Ce cas reste non résolu dans les archives publiques, avec une crédibilité de niveau B.
- Documentation
- Documentation élevée
- Lieu principal
- Gulf Coast, Texas and Oklahoma
- Base documentaire
- 3 liens documentaires
- Usage de recherche
- Cas de comparaison
Dossier du cas
What happened: During a night training mission, the RB-47 crew reported an intense light that appeared near the aircraft and later seemed to hold position, move abruptly and reappear in different sectors. The aircraft carried electronic countermeasures gear, which made the report more complex than an ordinary visual sighting.
Witness accounts: The witnesses were Air Force officers operating a multi-crew reconnaissance platform. Public reconstructions describe both cockpit observations and electronic-warfare operators noting signals that seemed to correspond with the visual reports, although the complete original technical record is not public.
Timeline: The event occurred during the night of 19-20 September 1957, according to James McDonald's later reconstruction. The account moved from Air Force files into the Condon Report and then into UFO research literature because investigators considered the multi-channel evidence difficult to dismiss.
Evidence analysis: The strongest feature is the combination of trained crew, visual report, airborne ECM context and ground-radar discussion. The weakness is that later summaries and interviews carry much of the public detail, while raw instrument data and complete operational logs are not available to independent readers.
Official background: The case belongs to the Project Blue Book era and was later discussed by the University of Colorado UFO study. The broader Air Force position remained that Blue Book found no evidence of threat, advanced unknown technology or extraterrestrial vehicles.
Possible explanations: Proposed explanations include aircraft or radar confusion, electronic interference, propagation effects, mistaken correlation among separate observations and the possibility of classified activity. None fully closes the public record without the missing technical data.
Careful assessment: The case should be treated as a strong radar-visual dossier but not as proof of exotic origin. Its value is the disciplined setting and the unusual overlap between observers and instruments.
Why this case belongs in the archive: RB-47 is a benchmark for readers comparing witness testimony, military context and sensor claims.

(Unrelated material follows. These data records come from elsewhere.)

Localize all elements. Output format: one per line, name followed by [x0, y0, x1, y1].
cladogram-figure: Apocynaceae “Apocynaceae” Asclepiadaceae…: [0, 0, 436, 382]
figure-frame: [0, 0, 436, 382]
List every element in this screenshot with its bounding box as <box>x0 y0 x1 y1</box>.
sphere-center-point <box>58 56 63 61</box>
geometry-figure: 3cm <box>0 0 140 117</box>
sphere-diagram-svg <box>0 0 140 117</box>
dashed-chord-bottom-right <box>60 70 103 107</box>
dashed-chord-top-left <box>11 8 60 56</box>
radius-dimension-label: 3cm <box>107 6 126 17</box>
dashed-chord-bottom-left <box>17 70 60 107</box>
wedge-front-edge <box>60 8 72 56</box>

It is also a useful reminder that unresolved does not mean identified as non-human or supernatural.
Sources: This entry uses Firecrawl-captured material from James E. McDonald's RB-47 paper, National Archives Project Blue Book information, the U.S. Air Force Blue Book fact sheet and public summaries of the Condon-era discussion.
Chronologie
- Un equipage de RB-47 signale une lumiere anormale et des retours electroniques pendant une mission nocturne.

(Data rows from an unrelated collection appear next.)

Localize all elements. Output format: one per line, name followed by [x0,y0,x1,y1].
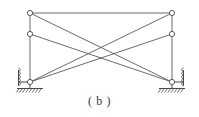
bottom-right-node [169,79,174,84]
mid-right-node [169,31,174,36]
mid-left-node [27,31,32,36]
figure-container: ( b ) [0,0,199,117]
right-support-hatching [158,89,183,93]
top-left-node [27,10,32,15]
bottom-left-node [27,79,32,84]
top-right-node [169,10,174,15]
members-layer [30,13,172,82]
supports-layer [16,68,185,93]
figure-caption: ( b ) [0,94,199,108]
left-support-hatching [16,89,41,93]
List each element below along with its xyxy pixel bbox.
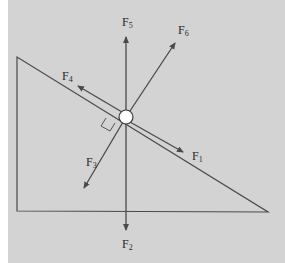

- Le cas est traite comme un dossier radar-visuel difficile dans les discussions publiques ulterieures.
- James E. McDonald publie une reconstruction detaillee fondee sur des entretiens avec l'equipage.
Matrice des preuves
Catalogué comme piste de recherche. Son poids dépend de la provenance, de la chaîne de conservation et des corroborations indépendantes.
Catalogué comme piste de recherche. Son poids dépend de la provenance, de la chaîne de conservation et des corroborations indépendantes.
Catalogué comme piste de recherche. Son poids dépend de la provenance, de la chaîne de conservation et des corroborations indépendantes.
Catalogué comme piste de recherche. Son poids dépend de la provenance, de la chaîne de conservation et des corroborations indépendantes.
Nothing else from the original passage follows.